Exercise goal ▸ For each entry, output its words exactly and leave any picture behind.
------ Supplied material
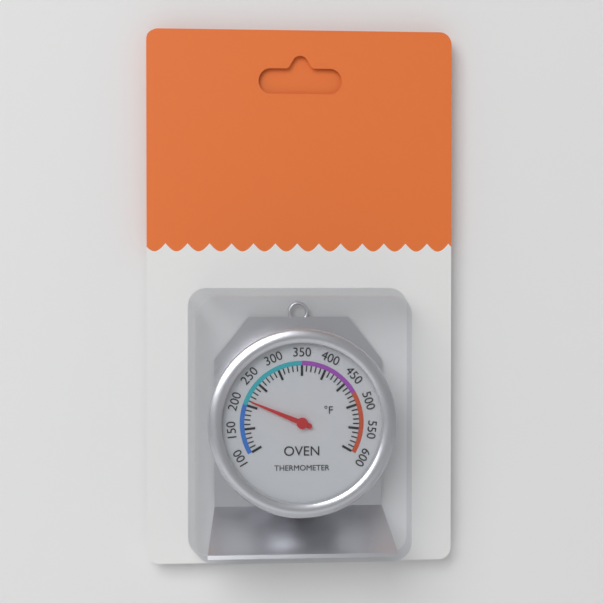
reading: 210 °F
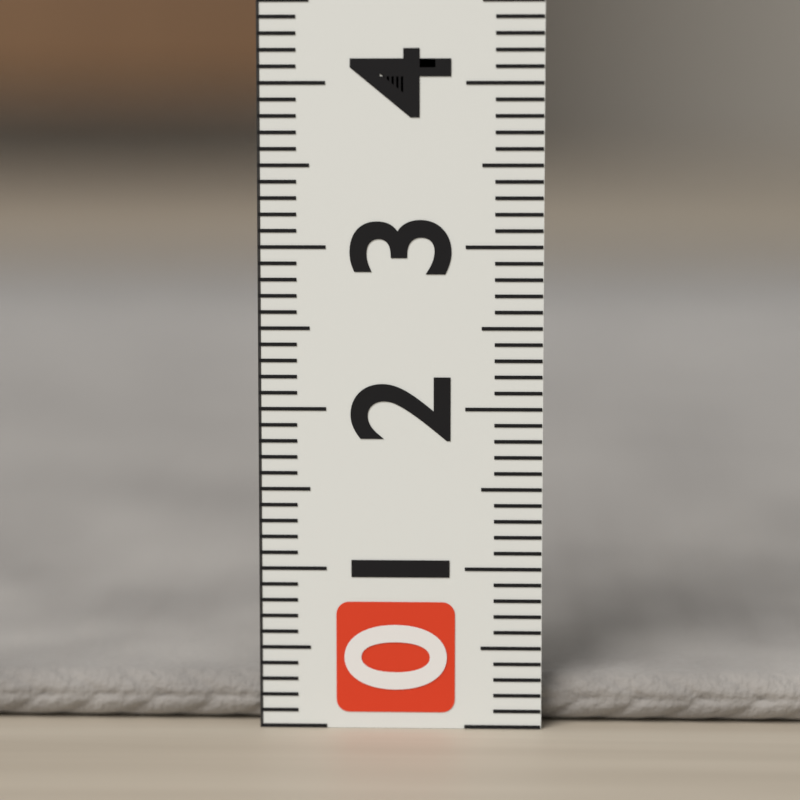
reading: 0.3 (no unit)
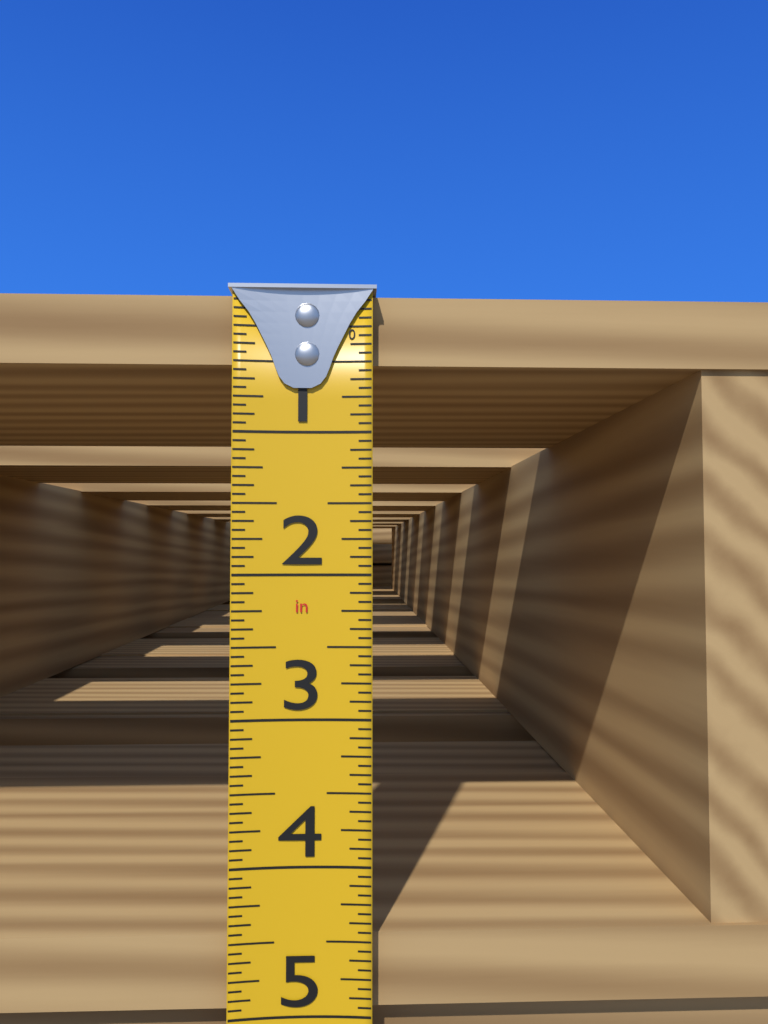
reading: 5.0000 in
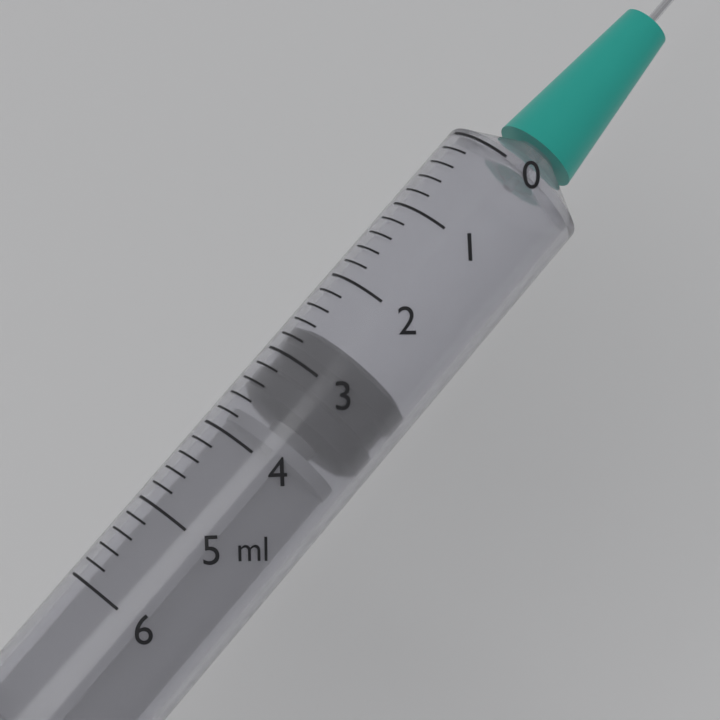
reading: 2.6 ml
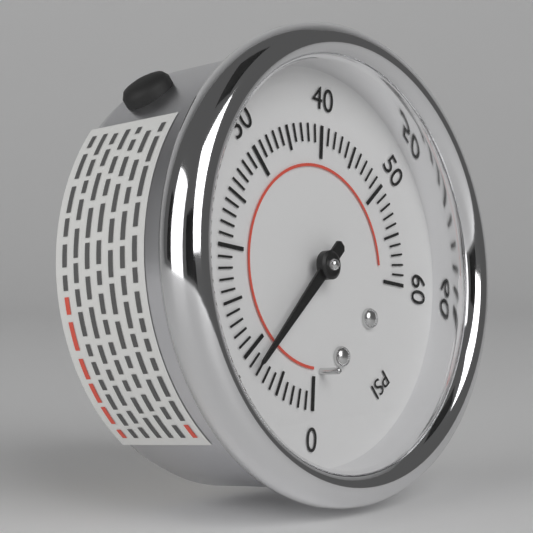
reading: 9 psi
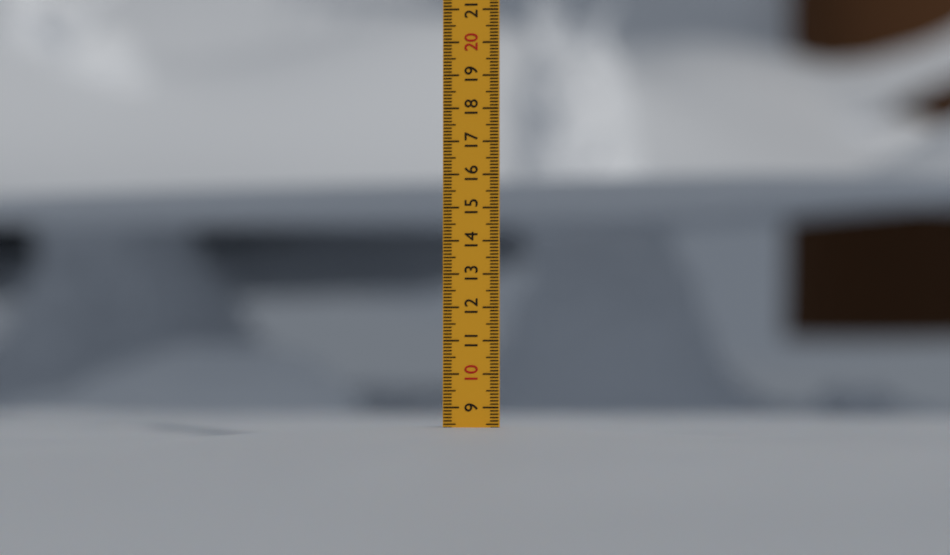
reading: 8.4 (no unit)
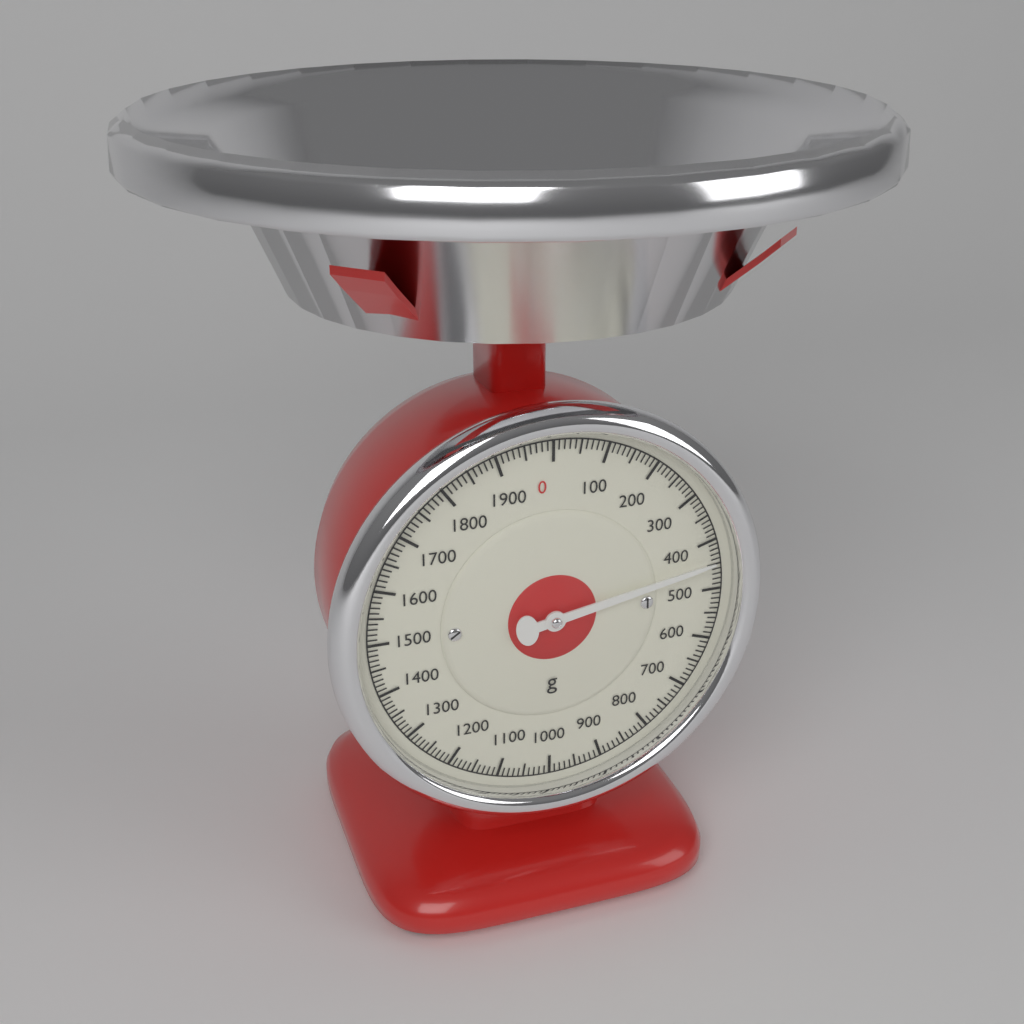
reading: 440 g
------------
Exercise answer ▸
reading: 210 °F
reading: 0.3 (no unit)
reading: 5.0000 in
reading: 2.6 ml
reading: 9 psi
reading: 8.4 (no unit)
reading: 440 g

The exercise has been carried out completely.